Return to Waterloo
Years ago I stumbled onto a VHS of the Ray Davies video "Return to Waterloo" for the low, low price of 99¢ (which meant more back in the days when videotapes were still being manufactured)! I decided to take a chance figuring I'd be getting some Kinks music video that would sit around gathering dust. What I got, however, is a wonderfully odd and surreal hour-long movie which is much akin to "Pink Floyd: The Wall" in design, structure and general execution. It's a travesty that this weird little movie's not well known outside of Kinks fandom.
The film follows a very plain-looking Realtor known only as The Traveler (Kenneth Colley) on a train ride. As the moments drag on, the Traveler has very vivid daydreams about his life, his ailing marriage, his runaway teenage daughter, and personal interactions with his fellow passengers. As the film progresses and we delve deeper into the mind of The Traveler, it turns out to be a very scary place. For starters, the man may or may not be a wanted serial rapist, and he may or may not have been molesting and/or murdered his teenage daughter. And did I mention there's a blind old lady (Myrtle Devenish) who goes all Norman Bates with a butcher knife? And a death-to-all-mannequins-by-briefcase sequence? And a barely-legal chick's butt-crack? (That got the attention of some of you...)
And a very young actor named Tim Roth who got the opportunity to sing a couple punk songs? Yep, that Tim Roth. It's clear from his intense performance that he was a young actor who was going to make a name for himself. The rest of the cast consists of people mostly only known for British TV appearances, including TV weatherman Michael Fish and Claire Rayner aka Aunt Agony.
Davies conceived the project while commuting from Guildford to London's Waterloo station to record an album. "I made a lot of studies of people on the train," he told Rolling Stone in 1985. "At one point, I thought of doing a book of poetry or short stories on the commuters." Soon after, he was commissioned by the BBC to do a special for Channel 4, and that became his project... which he was so consumed with that it caused a rift with his bandmates, and worry amongst producers, who were uneasy about the film's pitch-black overtones.
Made as a co-production between the BBC and RCA Home Video, the film debuted on the BBC in November 1984. In those days (pre-internet) there was usually a lag before films/albums made their way overseas, and this one was certainly no excpetion. On May 10, 1985 MTV debuted a tie-in TV special confusingly titled "Ray Davies: Return to Waterloo" (the same promotional title as the film itself) and the movie opened at selected American theaters a week later.
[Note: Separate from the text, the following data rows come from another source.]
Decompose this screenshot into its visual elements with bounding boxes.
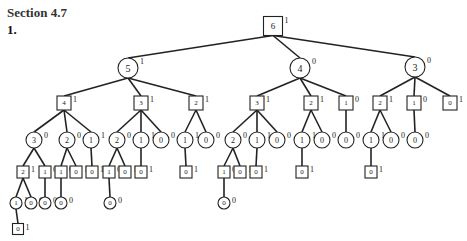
min-node-circle: 11 bbox=[133, 131, 155, 148]
min-node-circle: 00 bbox=[407, 131, 429, 148]
node-label: 0 bbox=[287, 131, 291, 140]
min-node-circle: 11 bbox=[177, 131, 199, 148]
max-node-square: 21 bbox=[373, 95, 393, 110]
node-label: 1 bbox=[389, 95, 393, 104]
node-value: 1 bbox=[300, 136, 304, 145]
min-node-circle: 11 bbox=[363, 131, 385, 148]
node-value: 4 bbox=[62, 99, 66, 107]
node-label: 0 bbox=[425, 131, 429, 140]
node-value: 0 bbox=[43, 199, 47, 207]
max-node-square: 21 bbox=[17, 165, 35, 178]
tree-edge bbox=[300, 78, 346, 96]
node-value: 0 bbox=[413, 136, 417, 145]
node-value: 1 bbox=[255, 136, 259, 145]
min-node-circle: 30 bbox=[405, 56, 431, 77]
node-value: 2 bbox=[21, 168, 25, 176]
tree-edge bbox=[196, 110, 206, 132]
min-node-circle: 00 bbox=[269, 131, 291, 148]
max-node-square: 01 bbox=[250, 165, 268, 178]
node-label: 1 bbox=[150, 95, 154, 104]
node-label: 1 bbox=[205, 95, 209, 104]
node-label: 1 bbox=[266, 95, 270, 104]
node-value: 2 bbox=[378, 99, 382, 107]
min-node-circle: 11 bbox=[294, 131, 316, 148]
max-node-square: 01 bbox=[13, 223, 30, 235]
node-label: 1 bbox=[194, 165, 198, 174]
max-node-square: 01 bbox=[443, 95, 463, 110]
node-label: 1 bbox=[140, 57, 144, 66]
node-label: 0 bbox=[423, 95, 427, 104]
node-label: 1 bbox=[73, 95, 77, 104]
tree-edge bbox=[233, 148, 240, 166]
min-node-circle: 51 bbox=[118, 57, 144, 78]
node-value: 1 bbox=[59, 168, 63, 176]
min-node-circle: 20 bbox=[59, 131, 81, 148]
tree-edge bbox=[233, 110, 257, 132]
tree-edge bbox=[64, 78, 128, 96]
tree-edge bbox=[185, 148, 186, 166]
max-node-square: 10 bbox=[218, 165, 236, 178]
node-value: 0 bbox=[238, 168, 242, 176]
tree-edge bbox=[257, 110, 277, 132]
node-value: 0 bbox=[275, 136, 279, 145]
tree-edge bbox=[34, 110, 64, 132]
node-value: 0 bbox=[204, 136, 208, 145]
tree-edge bbox=[256, 148, 257, 166]
tree-edge bbox=[380, 77, 415, 96]
min-node-circle: 20 bbox=[109, 131, 131, 148]
tree-edge bbox=[311, 110, 322, 132]
tree-edge bbox=[302, 110, 311, 132]
node-value: 4 bbox=[298, 63, 303, 74]
max-node-square: 21 bbox=[189, 95, 209, 110]
node-label: 1 bbox=[101, 131, 105, 140]
node-value: 0 bbox=[254, 168, 258, 176]
max-node-square: 01 bbox=[365, 165, 383, 178]
tree-edge bbox=[371, 110, 380, 132]
node-value: 2 bbox=[194, 99, 198, 107]
node-label: 0 bbox=[401, 131, 405, 140]
node-value: 5 bbox=[126, 63, 131, 74]
min-node-circle: 00 bbox=[314, 131, 336, 148]
node-label: 1 bbox=[310, 165, 314, 174]
max-node-square: 31 bbox=[250, 95, 270, 110]
max-node-square: 10 bbox=[339, 95, 359, 110]
min-node-circle: 00 bbox=[218, 196, 236, 209]
min-node-circle: 00 bbox=[153, 131, 175, 148]
tree-edge bbox=[224, 148, 233, 166]
min-node-circle: 11 bbox=[249, 131, 271, 148]
tree-edge bbox=[61, 148, 67, 166]
min-node-circle: 00 bbox=[104, 196, 122, 209]
node-label: 1 bbox=[149, 165, 153, 174]
tree-edge bbox=[117, 110, 141, 132]
min-node-circle: 00 bbox=[55, 196, 73, 209]
node-value: 2 bbox=[231, 136, 235, 145]
node-value: 3 bbox=[413, 62, 418, 73]
max-node-square: 01 bbox=[119, 165, 137, 178]
tree-edge bbox=[23, 178, 31, 197]
node-label: 0 bbox=[355, 95, 359, 104]
node-value: 0 bbox=[448, 99, 452, 107]
node-value: 0 bbox=[16, 225, 20, 233]
node-value: 3 bbox=[139, 99, 143, 107]
node-value: 2 bbox=[65, 136, 69, 145]
max-node-square: 10 bbox=[407, 95, 427, 110]
min-node-circle: 00 bbox=[383, 131, 405, 148]
max-node-square: 61 bbox=[264, 16, 289, 36]
max-node-square: 21 bbox=[304, 95, 324, 110]
node-value: 1 bbox=[412, 99, 416, 107]
node-label: 1 bbox=[31, 165, 35, 174]
node-value: 0 bbox=[184, 168, 188, 176]
tree-edge bbox=[91, 148, 92, 166]
node-value: 0 bbox=[29, 199, 33, 207]
node-value: 1 bbox=[107, 168, 111, 176]
game-tree-diagram: 6151403041312131211021100130201120110011… bbox=[0, 0, 467, 241]
tree-edge bbox=[414, 110, 415, 132]
node-value: 6 bbox=[271, 21, 276, 31]
node-label: 0 bbox=[427, 56, 431, 65]
node-value: 0 bbox=[369, 168, 373, 176]
node-label: 0 bbox=[118, 196, 122, 205]
node-value: 2 bbox=[309, 99, 313, 107]
node-value: 1 bbox=[344, 99, 348, 107]
node-label: 0 bbox=[243, 131, 247, 140]
tree-edge bbox=[257, 78, 300, 96]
Davies, who'd specifically designed the film to be aired as an hour-long TV special, criticized the theatrical exhibition. "The Traveler is a little man. He should be seen on a little screen." Fans, meanwhile, criticized the fact that its theatrical run was blink-and-you-missed-it. The movie was released on VHS/Beta/LD soon after, re-released as a discount tape in 1992, and one of those tapes was ultimately duped to DVD in 1999 paired as a double-feature with "Come Dancing with the Kinks." If ever there was an oddity screaming out for a special edition Blu-Ray release....
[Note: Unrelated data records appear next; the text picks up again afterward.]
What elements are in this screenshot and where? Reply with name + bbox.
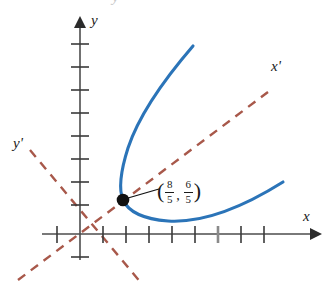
rotated-axes-group [18,92,268,284]
label-open-paren: ( [157,180,164,202]
x-axis-label: x [303,209,310,224]
x-coordinate-denominator: 5 [166,194,174,206]
x-prime-axis-label: x' [271,59,281,74]
x-coordinate-fraction: 8 5 [165,179,174,205]
label-close-paren: ) [194,180,201,202]
label-comma: , [176,189,180,203]
parabola-curve [121,46,283,221]
vertex-point-marker [117,194,130,207]
y-coordinate-numerator: 6 [185,179,193,191]
x-axis-arrowhead [310,228,322,240]
y-prime-axis-line [30,150,142,284]
graph-canvas [0,0,325,285]
point-leader-line [128,189,159,198]
y-prime-axis-label: y' [13,136,23,151]
x-coordinate-numerator: 8 [166,179,174,191]
primary-axes-group [42,16,322,260]
y-coordinate-denominator: 5 [185,194,193,206]
y-coordinate-fraction: 6 5 [184,179,193,205]
x-prime-axis-line [18,92,268,280]
y-axis-label: y [91,13,98,28]
y-axis-arrowhead [74,16,86,28]
rotated-conic-figure: y [0,0,325,285]
point-coordinate-label: ( 8 5 , 6 5 ) [157,179,201,205]
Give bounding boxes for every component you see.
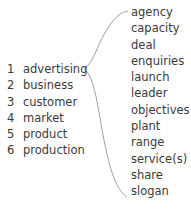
list-item: 6production (7, 142, 87, 158)
list-item: service(s) (131, 151, 190, 167)
list-item: launch (131, 69, 190, 85)
list-item: range (131, 134, 190, 150)
list-item: share (131, 167, 190, 183)
item-word: advertising (23, 62, 87, 76)
item-word: customer (23, 95, 77, 109)
item-number: 1 (7, 61, 23, 77)
item-word: business (23, 78, 73, 92)
item-word: production (23, 143, 85, 157)
item-number: 2 (7, 77, 23, 93)
list-item: agency (131, 4, 190, 20)
list-item: 2business (7, 77, 87, 93)
list-item: capacity (131, 20, 190, 36)
item-number: 5 (7, 126, 23, 142)
item-number: 4 (7, 110, 23, 126)
list-item: 5product (7, 126, 87, 142)
list-item: plant (131, 118, 190, 134)
list-item: deal (131, 37, 190, 53)
item-word: market (23, 111, 64, 125)
item-number: 6 (7, 142, 23, 158)
word-list-left: 1advertising 2business 3customer 4market… (7, 61, 87, 159)
list-item: 4market (7, 110, 87, 126)
list-item: slogan (131, 183, 190, 199)
word-list-right: agency capacity deal enquiries launch le… (131, 4, 190, 200)
list-item: 3customer (7, 94, 87, 110)
list-item: enquiries (131, 53, 190, 69)
item-number: 3 (7, 94, 23, 110)
list-item: leader (131, 85, 190, 101)
list-item: objectives (131, 102, 190, 118)
item-word: product (23, 127, 67, 141)
list-item: 1advertising (7, 61, 87, 77)
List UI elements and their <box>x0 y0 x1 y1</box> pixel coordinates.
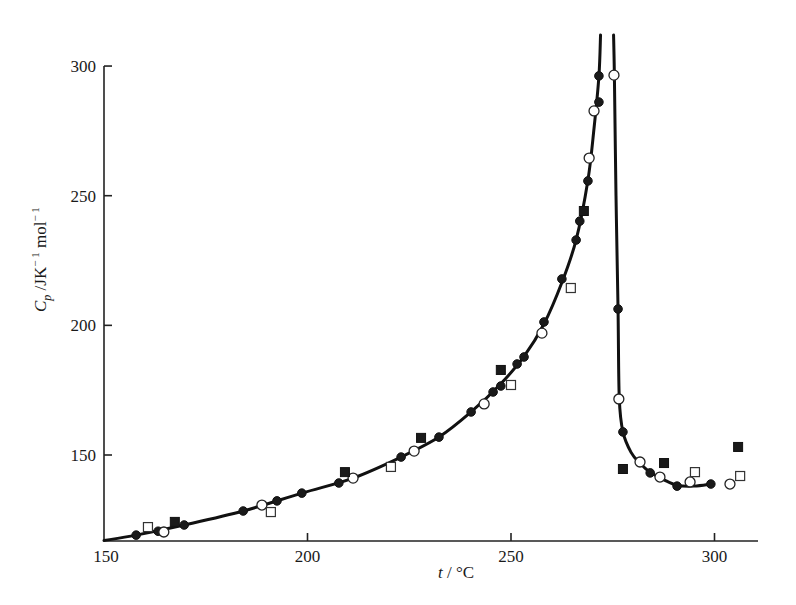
data-point-filled-circle <box>520 353 529 362</box>
x-tick-label: 300 <box>702 547 728 566</box>
data-point-filled-circle <box>180 521 189 530</box>
y-tick-label: 200 <box>71 316 97 335</box>
y-tick-label: 300 <box>71 57 97 76</box>
data-point-filled-circle <box>595 98 604 107</box>
data-point-filled-circle <box>397 453 406 462</box>
data-point-filled-circle <box>619 428 628 437</box>
data-point-filled-circle <box>489 388 498 397</box>
axes: 150200250300 150200250300 <box>71 57 759 566</box>
fitted-curve-left-branch <box>104 35 601 541</box>
data-point-open-circle <box>589 106 599 116</box>
data-point-open-square <box>143 523 152 532</box>
data-point-filled-circle <box>646 469 655 478</box>
chart-svg: 150200250300 150200250300 t / °C Cp /JK−… <box>0 0 796 605</box>
y-axis-label-exp1: − 1 <box>29 252 41 266</box>
data-point-open-circle <box>409 446 419 456</box>
y-axis-label-var: C <box>31 300 50 312</box>
data-point-filled-square <box>170 517 179 526</box>
y-axis-label-unit: /JK <box>31 266 50 295</box>
data-point-open-circle <box>635 457 645 467</box>
y-axis-label-mol: mol <box>31 221 50 252</box>
y-axis-label: Cp /JK− 1 mol− 1 <box>29 207 54 312</box>
data-point-open-circle <box>159 527 169 537</box>
data-point-open-square <box>566 284 575 293</box>
x-axis-label-unit: / °C <box>443 563 474 582</box>
data-point-filled-square <box>618 465 627 474</box>
data-point-filled-circle <box>575 217 584 226</box>
data-point-filled-square <box>579 206 588 215</box>
x-axis-label: t / °C <box>438 563 474 582</box>
data-point-filled-circle <box>132 531 141 540</box>
data-point-filled-circle <box>435 433 444 442</box>
data-point-filled-circle <box>558 275 567 284</box>
y-ticks: 150200250300 <box>71 57 113 465</box>
data-point-open-circle <box>614 394 624 404</box>
data-point-filled-circle <box>335 479 344 488</box>
data-point-open-circle <box>725 479 735 489</box>
y-tick-label: 250 <box>71 187 97 206</box>
fitted-curve-right-branch <box>614 35 711 486</box>
data-point-filled-square <box>660 459 669 468</box>
data-point-open-square <box>386 462 395 471</box>
data-point-open-square <box>690 468 699 477</box>
data-point-filled-square <box>340 468 349 477</box>
data-point-filled-circle <box>497 382 506 391</box>
data-point-filled-circle <box>614 305 623 314</box>
data-point-open-circle <box>584 153 594 163</box>
data-point-open-circle <box>685 477 695 487</box>
data-point-filled-circle <box>467 408 476 417</box>
x-tick-label: 150 <box>93 547 119 566</box>
y-axis-label-sub: p <box>40 295 54 302</box>
data-point-filled-circle <box>584 177 593 186</box>
data-point-filled-circle <box>513 360 522 369</box>
data-point-filled-circle <box>273 497 282 506</box>
data-point-open-circle <box>257 500 267 510</box>
data-point-filled-circle <box>298 489 307 498</box>
data-point-filled-circle <box>595 72 604 81</box>
x-tick-label: 200 <box>295 547 321 566</box>
data-point-open-square <box>266 508 275 517</box>
data-point-open-circle <box>479 399 489 409</box>
y-axis-label-exp2: − 1 <box>29 207 41 221</box>
x-tick-label: 250 <box>498 547 524 566</box>
data-point-filled-square <box>496 365 505 374</box>
data-point-open-square <box>507 380 516 389</box>
data-point-open-circle <box>537 328 547 338</box>
data-point-filled-square <box>417 433 426 442</box>
y-tick-label: 150 <box>71 446 97 465</box>
x-ticks: 150200250300 <box>93 533 727 566</box>
data-point-open-square <box>736 472 745 481</box>
data-point-filled-circle <box>673 482 682 491</box>
data-point-filled-circle <box>572 236 581 245</box>
data-points <box>132 70 745 539</box>
data-point-open-circle <box>655 472 665 482</box>
data-point-filled-circle <box>540 318 549 327</box>
data-point-filled-square <box>734 442 743 451</box>
data-point-filled-circle <box>707 480 716 489</box>
data-point-open-circle <box>609 70 619 80</box>
data-point-filled-circle <box>239 507 248 516</box>
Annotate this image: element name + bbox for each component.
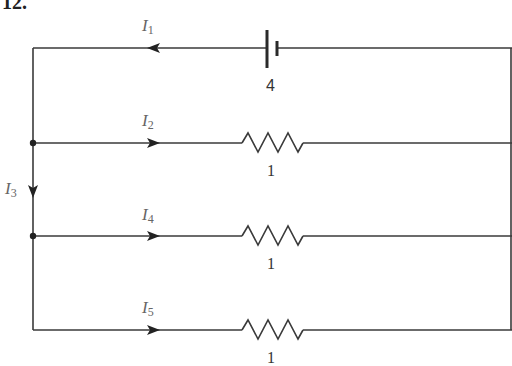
resistor-value-label: 1 <box>267 256 275 272</box>
current-label-i4: I4 <box>142 206 154 225</box>
resistor-value-label: 1 <box>267 350 275 366</box>
current-index: 1 <box>148 23 154 37</box>
current-index: 5 <box>148 305 154 319</box>
current-label-i1: I1 <box>142 17 154 36</box>
current-label-i3: I3 <box>5 180 17 199</box>
resistor-value-label: 1 <box>267 163 275 179</box>
current-index: 3 <box>11 186 17 200</box>
junction-dot <box>30 140 36 146</box>
resistor-icon <box>242 226 303 245</box>
battery-value-label: 4 <box>266 78 275 94</box>
problem-number: 12. <box>2 0 27 14</box>
junction-dot <box>30 233 36 239</box>
current-index: 4 <box>148 212 154 226</box>
resistor-icon <box>242 320 303 339</box>
resistor-icon <box>242 133 303 152</box>
current-label-i5: I5 <box>142 299 154 318</box>
battery-icon <box>267 30 277 68</box>
current-label-i2: I2 <box>142 112 154 131</box>
current-index: 2 <box>148 118 154 132</box>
Now, Davies' obsession with this film probably shoulda/coulda ended in 1985, but it didn't. Davies later published a novel called "Waterloo Sunset Stories" in which he expanded the story and painted the Traveler to be far more of a villain than he had been in the film.
Naturally, I immediately fell in love with this little oddity of a movie and was elated to discover a soundtrack was available but it was out of print at that time (as so often immediately happens with soundtracks). A month later, I rather inexplicably stumbled onto a used copy on cassette. Sadly, I soon discovered it was a Kinks album that would ultimately sit around and gather dust. Oh, the irony. Now, I'm not the only one to criticize the LP. Rolling Stone's James Henke pointed out that three of the songs appeared on the previous Kinks album "Word of Mouth," and the remainder "are really on a par with the Kinks' usual material." The Village Voice's Tom Ward had numerous gripes, including the lack of lyric sheet and story synopsis included with the album, the omissions of "Ladder of Success" and the film's voice-overs during "Dear Lonely Hearts" and "Sold Me Out." See, it isn't just me.